I – With what philosophical, ethical, and political foundations?
_ II – With what economy?
_ III – With what architecture of power, from local to global power?

In the workshop preparation, these issues will be detailed by the invited participants themselves, as proposed in the methodology. Our final goal is to agree on an agenda. As an active member of the Brazilian Network for Rio+20 Executive, IBASE especially seeks concrete inputs to be used in GRAP and in the preparatory process leading up to the Thematic Social Forum for Environmental and Social Justice in early 2012 (Porto Alegre).

METHODOLOGY

IBASE is already consulting with its partners to find out whether they wish to participate in this workshop and their availability to do so. Written contributions on the above themes, in the format of conceptual notes, will be requested from each invited person. All contributions will be made available to all participants, who are expected to respond and provide new contributions. To this extent, we will try to create a workshop atmosphere starting from the preparatory process.

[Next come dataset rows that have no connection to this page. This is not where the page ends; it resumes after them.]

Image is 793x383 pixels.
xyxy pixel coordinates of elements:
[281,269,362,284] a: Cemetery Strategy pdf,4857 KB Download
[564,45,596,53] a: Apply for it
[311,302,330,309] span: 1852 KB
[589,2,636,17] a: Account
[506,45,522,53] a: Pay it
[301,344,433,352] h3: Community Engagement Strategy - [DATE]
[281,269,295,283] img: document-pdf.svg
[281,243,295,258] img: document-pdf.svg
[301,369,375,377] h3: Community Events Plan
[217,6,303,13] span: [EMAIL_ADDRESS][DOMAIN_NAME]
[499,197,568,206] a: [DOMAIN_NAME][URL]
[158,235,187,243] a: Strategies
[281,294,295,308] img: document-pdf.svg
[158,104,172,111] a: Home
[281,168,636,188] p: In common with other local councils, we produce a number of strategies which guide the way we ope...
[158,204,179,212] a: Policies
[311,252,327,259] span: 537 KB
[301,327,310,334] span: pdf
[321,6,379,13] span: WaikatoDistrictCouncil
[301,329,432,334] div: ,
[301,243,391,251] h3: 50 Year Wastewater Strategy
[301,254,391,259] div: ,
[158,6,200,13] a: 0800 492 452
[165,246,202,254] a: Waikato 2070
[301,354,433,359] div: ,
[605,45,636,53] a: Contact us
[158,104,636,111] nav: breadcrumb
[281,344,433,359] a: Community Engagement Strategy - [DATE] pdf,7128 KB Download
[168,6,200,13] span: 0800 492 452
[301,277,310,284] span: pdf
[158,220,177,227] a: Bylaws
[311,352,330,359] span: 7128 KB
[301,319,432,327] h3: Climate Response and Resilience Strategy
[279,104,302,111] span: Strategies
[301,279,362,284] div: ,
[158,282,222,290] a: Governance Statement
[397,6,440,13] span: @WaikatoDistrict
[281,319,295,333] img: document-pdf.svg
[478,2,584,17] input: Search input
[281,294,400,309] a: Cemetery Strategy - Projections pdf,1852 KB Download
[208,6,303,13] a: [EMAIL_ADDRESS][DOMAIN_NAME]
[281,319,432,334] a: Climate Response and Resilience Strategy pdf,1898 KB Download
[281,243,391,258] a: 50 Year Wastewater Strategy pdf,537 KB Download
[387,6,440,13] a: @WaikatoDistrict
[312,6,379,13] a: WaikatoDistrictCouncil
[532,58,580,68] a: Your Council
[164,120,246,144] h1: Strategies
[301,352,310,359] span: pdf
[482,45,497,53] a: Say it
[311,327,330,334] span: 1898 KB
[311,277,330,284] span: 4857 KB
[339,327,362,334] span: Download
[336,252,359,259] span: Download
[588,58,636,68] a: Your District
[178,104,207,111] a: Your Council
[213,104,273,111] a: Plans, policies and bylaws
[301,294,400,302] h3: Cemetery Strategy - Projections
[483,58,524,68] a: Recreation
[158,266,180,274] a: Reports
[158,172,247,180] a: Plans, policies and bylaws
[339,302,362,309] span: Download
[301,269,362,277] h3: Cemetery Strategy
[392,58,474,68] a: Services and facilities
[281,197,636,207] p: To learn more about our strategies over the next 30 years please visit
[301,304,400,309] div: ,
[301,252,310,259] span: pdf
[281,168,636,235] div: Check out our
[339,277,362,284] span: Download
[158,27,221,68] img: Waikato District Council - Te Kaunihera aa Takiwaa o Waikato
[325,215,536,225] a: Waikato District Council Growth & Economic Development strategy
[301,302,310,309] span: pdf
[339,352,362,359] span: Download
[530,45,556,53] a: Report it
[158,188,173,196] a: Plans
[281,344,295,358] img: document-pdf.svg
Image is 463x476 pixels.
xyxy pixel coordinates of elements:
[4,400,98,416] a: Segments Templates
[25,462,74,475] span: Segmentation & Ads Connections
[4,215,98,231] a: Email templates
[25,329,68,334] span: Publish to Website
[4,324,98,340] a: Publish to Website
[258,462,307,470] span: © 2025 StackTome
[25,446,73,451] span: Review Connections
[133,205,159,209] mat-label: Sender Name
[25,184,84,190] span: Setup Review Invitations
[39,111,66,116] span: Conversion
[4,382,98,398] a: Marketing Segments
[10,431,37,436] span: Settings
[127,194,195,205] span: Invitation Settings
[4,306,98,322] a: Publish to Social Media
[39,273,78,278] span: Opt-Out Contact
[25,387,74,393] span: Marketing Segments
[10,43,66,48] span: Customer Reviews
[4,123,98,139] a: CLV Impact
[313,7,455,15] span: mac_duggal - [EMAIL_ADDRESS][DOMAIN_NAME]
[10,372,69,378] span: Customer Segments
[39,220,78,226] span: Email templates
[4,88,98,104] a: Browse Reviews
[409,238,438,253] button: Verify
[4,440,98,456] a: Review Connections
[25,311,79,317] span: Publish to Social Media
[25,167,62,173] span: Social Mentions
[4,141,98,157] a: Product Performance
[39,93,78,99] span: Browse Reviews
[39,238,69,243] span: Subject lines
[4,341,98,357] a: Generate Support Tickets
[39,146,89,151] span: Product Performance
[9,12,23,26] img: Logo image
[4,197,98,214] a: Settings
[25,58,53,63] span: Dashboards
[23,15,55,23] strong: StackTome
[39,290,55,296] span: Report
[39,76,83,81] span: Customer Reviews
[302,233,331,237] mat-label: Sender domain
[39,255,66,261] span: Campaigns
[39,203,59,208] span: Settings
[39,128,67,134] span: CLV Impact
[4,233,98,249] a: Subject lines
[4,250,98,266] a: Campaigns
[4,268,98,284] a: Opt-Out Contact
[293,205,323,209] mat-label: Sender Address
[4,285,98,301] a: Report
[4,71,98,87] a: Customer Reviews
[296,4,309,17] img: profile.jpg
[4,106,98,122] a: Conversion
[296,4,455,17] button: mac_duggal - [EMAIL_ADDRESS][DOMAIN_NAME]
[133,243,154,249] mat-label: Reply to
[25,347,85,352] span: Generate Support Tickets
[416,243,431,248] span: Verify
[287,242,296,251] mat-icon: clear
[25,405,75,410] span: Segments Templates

The event itself will not have presentations by participants. The plan is to alternate group discussion sessions with plenary ones. Facilitators will seek to map out the issues as they are identified. The collective will decide on the relevance of issues, interrelations among them, and their priority in a work plan, as well as the possible contribution of each participant to their development taking into account the advocacy work, especially for Rio+20.

One whole day of workshop will be allocated to each of the broad thematic issues above proposed. All contributions previously received will be made available as inputs for group discussions and plenary sessions. At the end of three days, we expect to collectively identify and legitimize the issues we will work on, and that participants will take on the responsibility of moving forward and contributing to the events leading up to Rio+20.

This whole methodology relies on interactive communication, which should begin with the launching of the idea and continue after the workshop is held. The precondition is to animate this communication on the Internet. IBASE is in charge of providing this resource.


Attached files odt_International_Conference_Rio_August_2011_to_Rio_20.odt ( B) 

By iBase

Ibase is a non-partisan and non-religious institution dedicated to democratizing information on the economic, political, and social reality in Brazil.